By paNOW’s Nigel Maxwell
The topics of suicide and mental health and how they apply to life on the family farm, are being addressed through a new website.
The Do More Agriculture Foundation was created by Kim Keller, who farms near Melfort. Keller’s interest in helping farmers began in 2015 with a T-shirt campaign. The proceeds went to a farmers stress line. Last June, Keller received a distressing phone call.
“He (the caller) had actually just lost a farming client to suicide and he was looking for help, help for the family who had just lost their family member as well as other farmers he thought might be struggling,” she said.
Not knowing how to help, Keller said she put out a message on Twitter.
“#Ag, we gotta do more,” she tweeted. “I received a message that kept me up thinking of how we do more. Farm stress is real. Suicide is real. Fellow farmers, retailers, input companies, grain buyers, lenders – this is on all of us. We fail each other when it comes to mental health.”
Two weeks after sending the tweet, Keller was attending an Agriculture Producers Association of Saskatchewan carbon summit in Saskatoon and she was asked to moderate a panel on mental health. She said when the panel discussion ended, there was a line of older gentlemen at the microphones.
“We were all kind of waiting for some kind of backlash. Instead what we got were tears and we got people sharing their stories and their experiences,” she said.
According to a survey of mental health in Canadian producers from Guelph University, nearly half of farmers reported having high stress and 58 per cent suffered some form of anxiety. Keller said it is difficult to name any one thing that causes stress on the farm, adding it can vary from producer to producer, depending on what type of agriculture they are involved in or the family situation.
“We do know that we have this culture where we are tough and stoic and we don’t talk about our feelings and we surely don’t ask for help and I think that’s a big contributing factor to where we are at today,” she said.
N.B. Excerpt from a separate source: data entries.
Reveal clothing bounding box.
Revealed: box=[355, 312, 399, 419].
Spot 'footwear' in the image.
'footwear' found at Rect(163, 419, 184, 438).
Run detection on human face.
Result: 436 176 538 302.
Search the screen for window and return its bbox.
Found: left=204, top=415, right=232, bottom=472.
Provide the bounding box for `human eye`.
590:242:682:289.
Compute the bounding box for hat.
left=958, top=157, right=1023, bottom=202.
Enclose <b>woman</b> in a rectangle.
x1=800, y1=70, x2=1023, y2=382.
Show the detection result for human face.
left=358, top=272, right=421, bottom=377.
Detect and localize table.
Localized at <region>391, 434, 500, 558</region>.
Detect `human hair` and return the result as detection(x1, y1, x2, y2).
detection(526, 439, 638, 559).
Keller said the advantage of having a website over a physical building is they can reach a bigger audience, and provide producers with a safe way to connect with other people, and also find a directory of resources available in their specific region.
“I think there will be reluctance for some people to come forward but we have seen so far is if you start the conversation, people are happy to talk,” Keller said.
Keller is partnering with fellow Saskatchewan farmer Lesley Rae Kelly, whose own video discussing her family’s experience with mental health issues went viral on social media last summer.